Flats were filled for Sunday nights in front of Max TV's Box Dog, a surreal local video show linked by some of our most memorable practitioners of inspired idiocy.
Years later newspapers carried reports of women gathering at pubs to get pissed on pink drinks and watch Desperate Housewives. Some thought them desperate, but how many of us do the same to religiously share the rugger? But sport is different. Shared viewing of drama or comedy is more like a book club in real time.
Later came The Sopranos, though it was a sporadic affair, confined mainly to the final series and somewhat prompted by the invention of downloading, which was then a skill confined to tech savvy friends. The final was a particular blast, because everyone who gathered at my house thought I'd ballsed-up the download when the end came so abruptly.
More recently Entourage presented another excuse for a round of group gawping. Again the key was the ability to watch multiple episodes that no one had seen. We gathered in houses with big TVs or flats with tiny ones. Babies were put down, takeaways ordered. Games were created to mimic on screen carry-on; well booze was consumed, smokes smoked, and though there was a distinct lack of models being rooted in hot-tubs or flying about in private jets, for those magic hours, we felt more like Hollywood wannabes than Auckland losers.
With other friends we even formed something called 'Coro-Club' not to be confused with that airline day room for fattened businessmen and alcoholic journalists. It sometimes even involved watching Coronation Street. Someone, at some point would always say, "I hate this f**king storyline", and someone would always say "shhhhhhhhhhhh". The veins on Deirdre's neck were also a cause for excitement.
But lives become busier; kids, jobs, terrible skin conditions, narcissistic disorders, pilates, home-detention - they all conspire to get in the way. Shared viewing is hard to maintain as you get older and the cops on Motorway Patrol get younger.
My latest attempt, involving three of us getting together for Boardwalk Empire has been sporadic, but rewarding. Three things make it great: 1) The series has been tremendous fun, thanks in large part to the arrival of the psychopathic Gyp Rosetti (Bobby Cannavale), the short-tempered gangster with a dangerous chip. 2) One of our club is particularly squeamish when it comes to graphic violence, creating extra excitement. 3) Most importantly, food is usually involved and it's usually cooked by someone other than me or someone from South East Asia. And in the end it's all about food.
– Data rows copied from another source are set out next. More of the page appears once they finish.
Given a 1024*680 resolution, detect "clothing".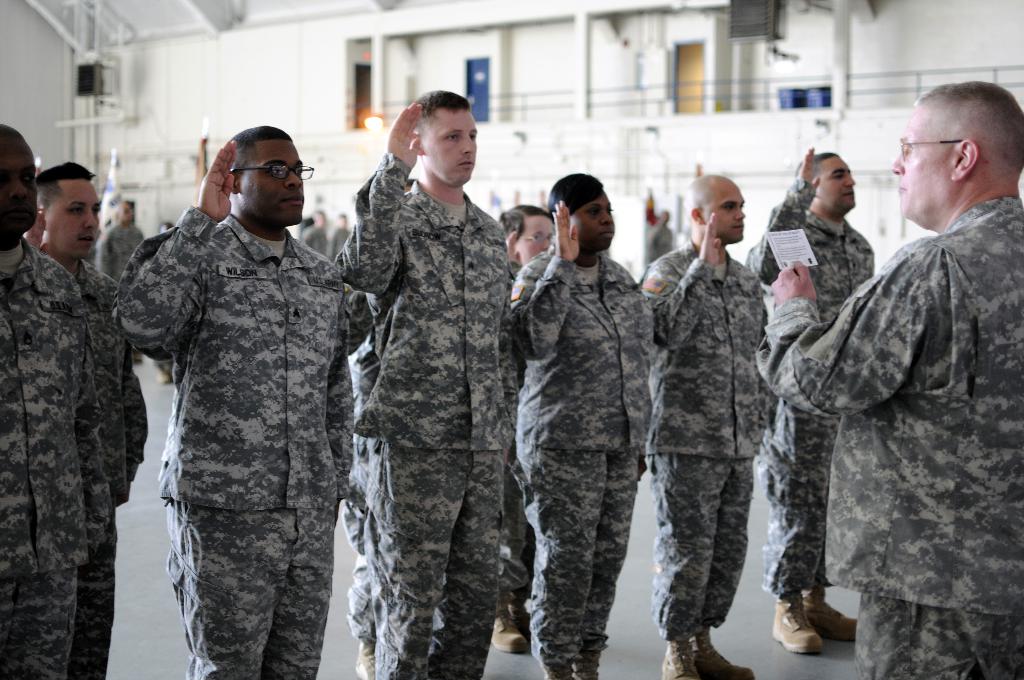
<region>102, 198, 344, 679</region>.
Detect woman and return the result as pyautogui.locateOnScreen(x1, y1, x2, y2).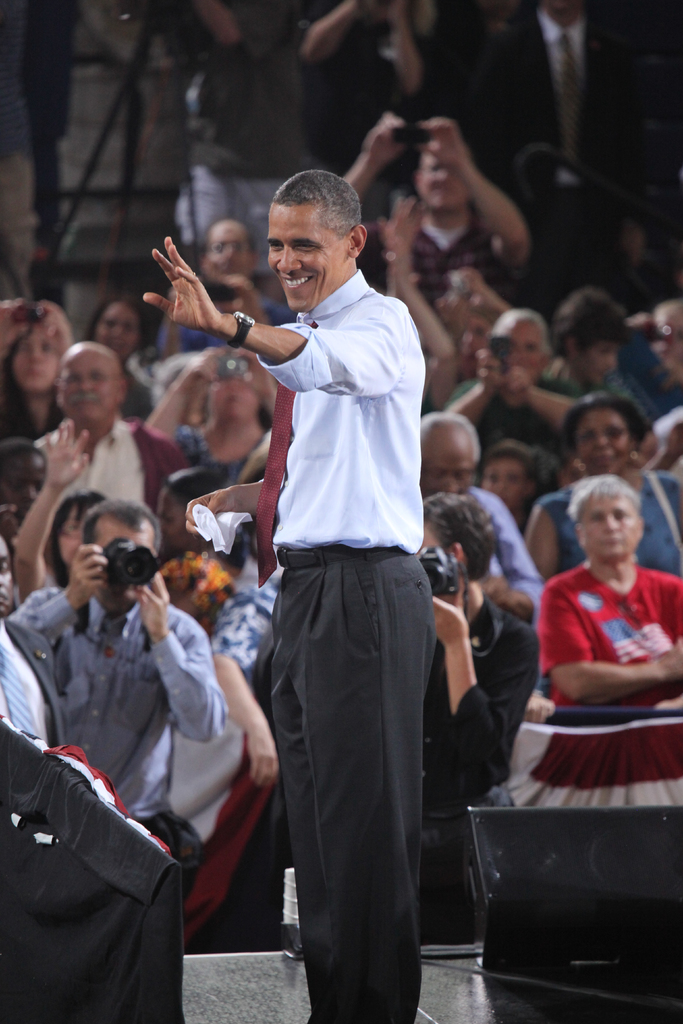
pyautogui.locateOnScreen(86, 292, 151, 422).
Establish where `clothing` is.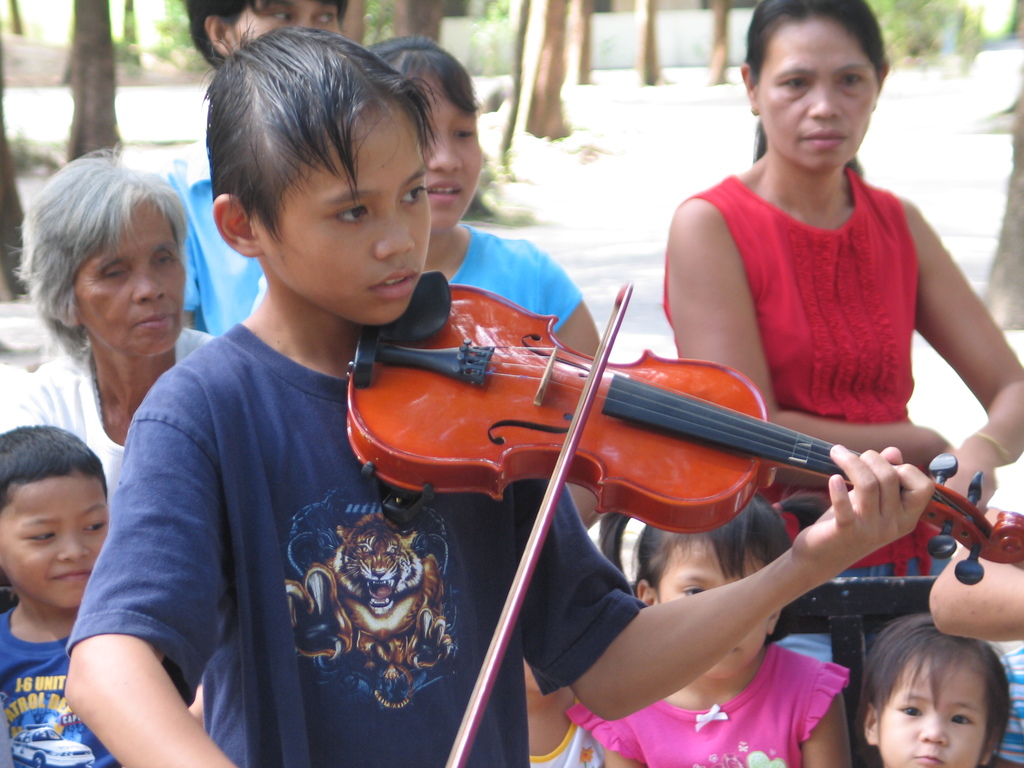
Established at 0,602,117,767.
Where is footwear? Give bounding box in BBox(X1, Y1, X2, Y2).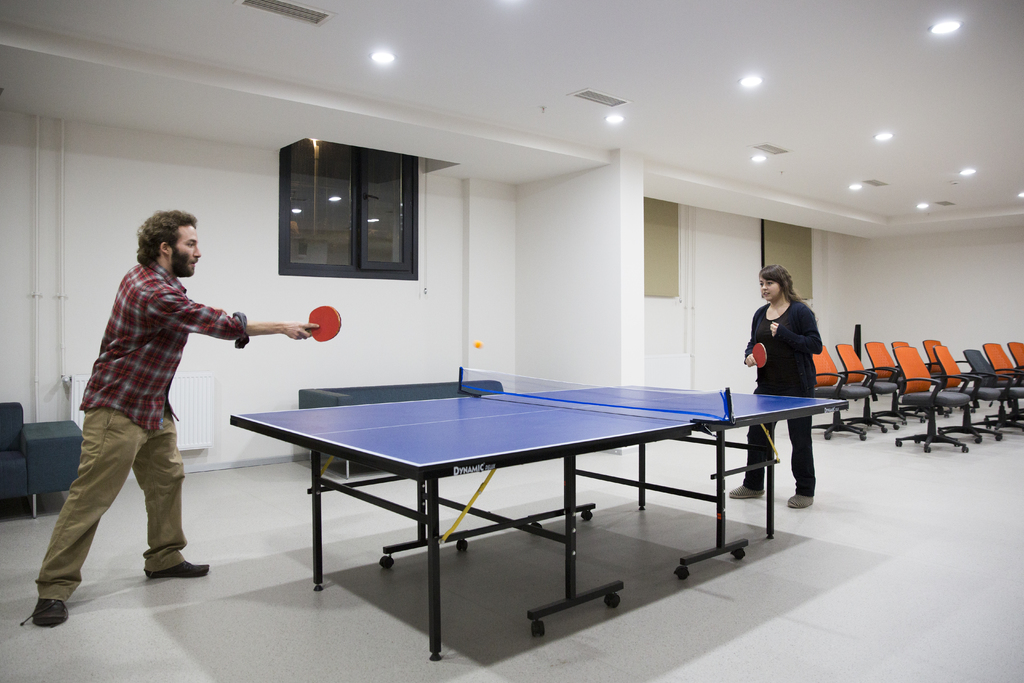
BBox(728, 482, 769, 496).
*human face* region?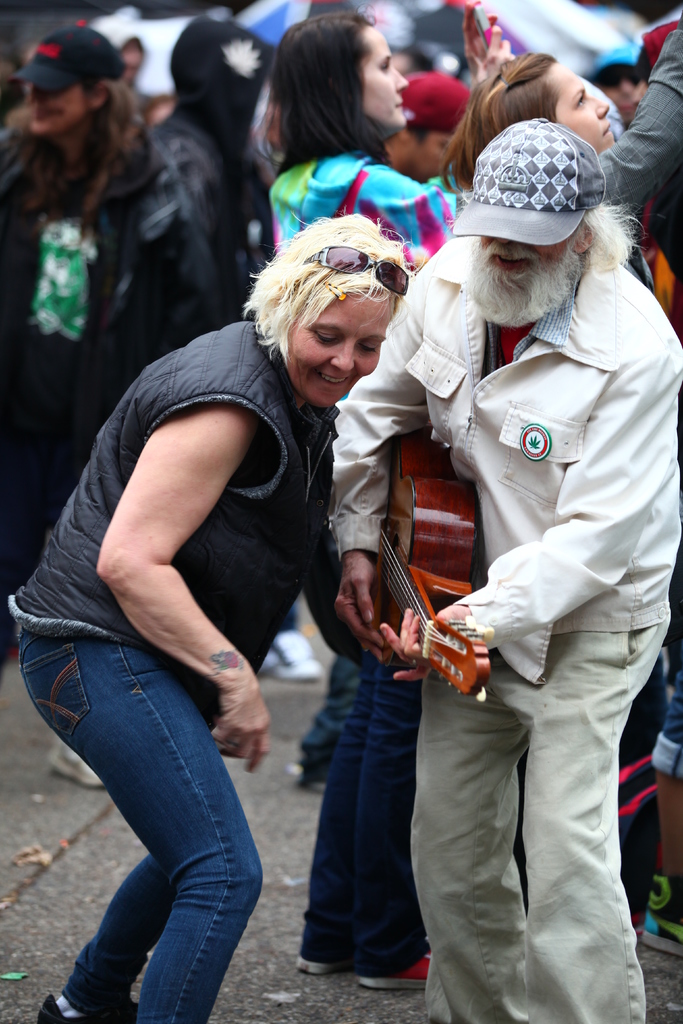
box(19, 76, 90, 131)
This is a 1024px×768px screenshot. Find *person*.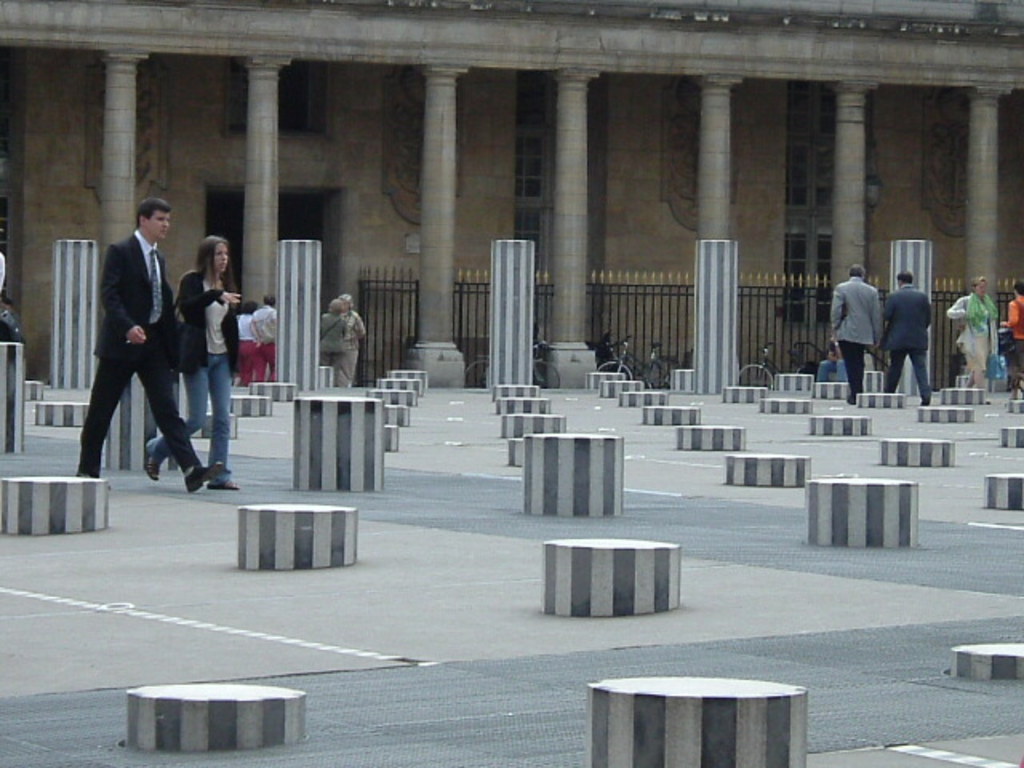
Bounding box: [173, 234, 243, 493].
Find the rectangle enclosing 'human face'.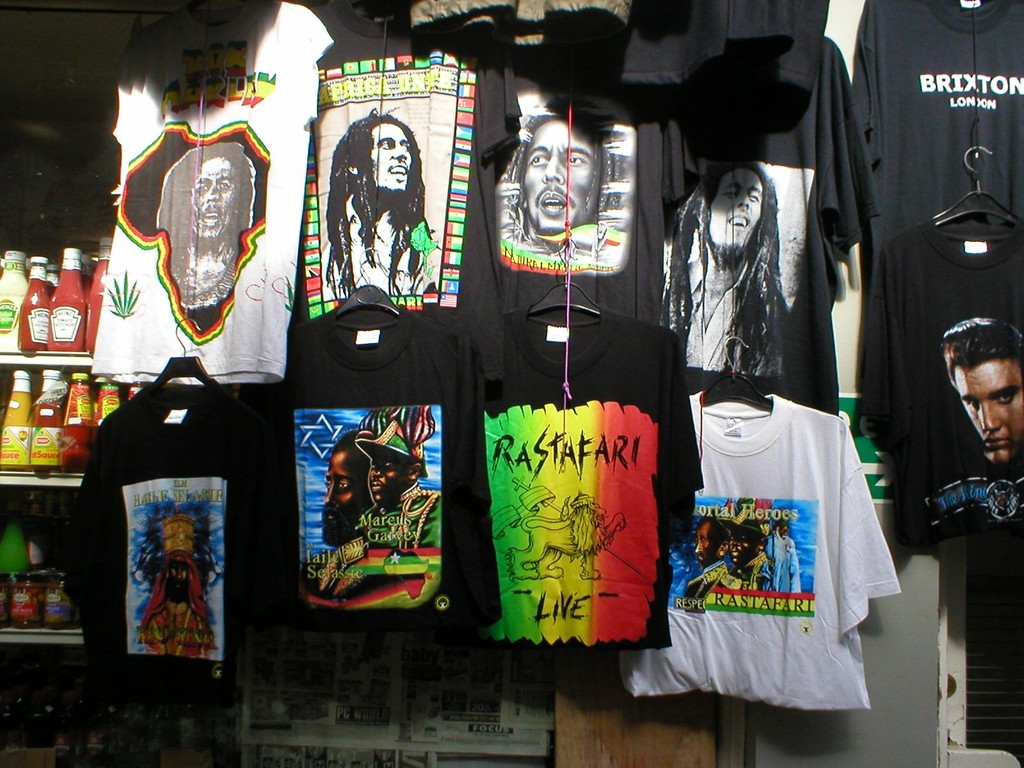
[left=519, top=111, right=598, bottom=233].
As Lauren Collins reported recently in the New Yorker, (Jan 7) in a lovely piece about the rise of Danish crime shows, there was a lunch thrown in London last November by the Norwegian cook and food writer Signe Johanson to celebrate the premiere of the third season of The Killing.
"Eighteen fans paid sixty dollars each to eat (cure salmon with wild-dill pollen) drink (hot spiced blueberry cocktail), and take part in a best jumper contest. The winner, who knitted her own snowflake crewneck, took home a boxed set of her choice from Arrow films Nordic Noir collection."
Matched food and prizes - that's next level. Although it's probably the only show where knitting would work as a theme aside from Starksy and Hutch or a David Bain biopic.